Until the late 1950s the Kaiser was depicted by most historians as man of considerable influence. Partly that was a deception by German officials. For example, President Theodore Roosevelt believed the Kaiser was in control of German foreign policy because Hermann Speck von Sternburg, the German ambassador in Washington and personal friend of Roosevelt, presented messages of Chancellor von Bülow to the president as messages from the Kaiser. Then historians downplayed his role, arguing senior officials learned to work around him. More recently historian John C. G. Röhl has portrayed Wilhelm II as the key figure in understanding the recklessness and downfall of Imperial Germany. Thus the argument is made that the Kaiser played a major role in promoting the policies of naval and colonial expansion that caused the sharp deterioration in Germany's relations with Britain before 1914.

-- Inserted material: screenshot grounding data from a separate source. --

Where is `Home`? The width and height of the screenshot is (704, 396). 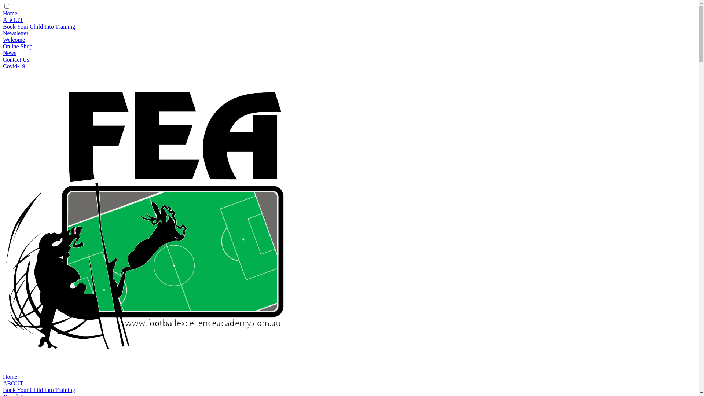
Home is located at coordinates (10, 13).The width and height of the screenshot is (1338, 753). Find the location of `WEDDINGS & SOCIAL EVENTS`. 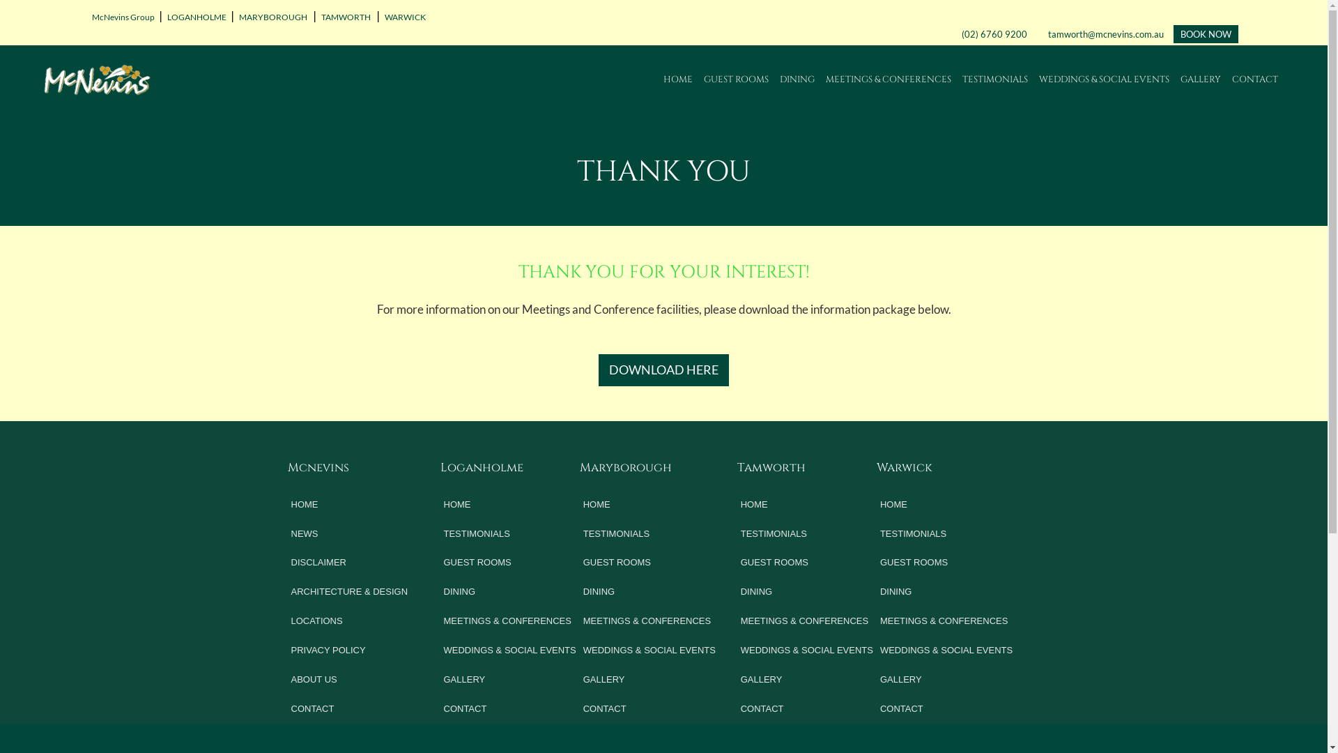

WEDDINGS & SOCIAL EVENTS is located at coordinates (651, 650).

# Crown Prince Wilhelm (1882–1951). On 6 June 1905, he married Duchess Cecilie of Mecklenburg-Schwerin (20 September 1886 – 6 May 1954) in Berlin. Cecilie was the daughter of Frederick Francis III, Grand Duke of Mecklenburg-Schwerin (1851–1897) and Grand Duchess Anastasia Mikhailovna of Russia (1860–1922). They had six children. Their eldest son Prince Wilhelm of Prussia (1906–1940) was killed in World War II. # Prince Eitel Friedrich (1883–1942). On 27 February 1906, he married Duchess Sophia Charlotte of Oldenburg (2 February 1879 Oldenburg, Germany – 29 March 1964 Westerstede, Germany) in Berlin, Germany. They were divorced 20 October 1926 and had no children. # Prince Adalbert (1884–1948). On 3 August 1914, he married Princess Adelaide of Saxe-Meiningen (16 August 1891 – 25 April 1971) in Wilhelmshaven, Germany. They had three children. # Prince August Wilhelm (1887–1949). On 22 October 1908, he married Princess Alexandra Victoria of Schleswig-Holstein-Sonderburg-Glücksburg (21 April 1887 Germany – 15 April 1957 France). They had one child. # Prince Oskar (1888–1958). On 31 July 1914, he married Countess Ina Marie von Bassewitz (27 January 1888 – 17 September 1973). It was a morganatic marriage, so Ina-Marie was created Countess von Ruppin. In 1920, she and her children were granted the rank of Prince/ss of Prussia with the style Royal Highness. They had four children. His eldest son Prince Oskar Wilhelm Karl Hans Kuno of Prussia was killed in 1939 in World War II. # Prince Joachim (1890–1920). On 11 March 1916, he married Princess Marie-Auguste of Anhalt (10 June 1898 – 22 May 1983). They had one son. Joachim's great grandson Grand Duke George Mikhailovich of Russia, Prince of Prussia (born 1981) is a pretender to the Russian throne. # Princess Viktoria Luise (1892–1980). In 1913, she married Ernest Augustus, Duke of Brunswick (1887–1953). They had five children.
Princess Augusta, known affectionately as "Dona", was a constant companion to Wilhelm; and her death on 11 April 1921 was a devastating blow. It also came less than a year after their son Joachim committed suicide—unable to accept his lot after the abdication of his father, the failure of his own marriage to Princess Marie-Auguste of Anhalt, and the severe depression felt after his service in the Great War.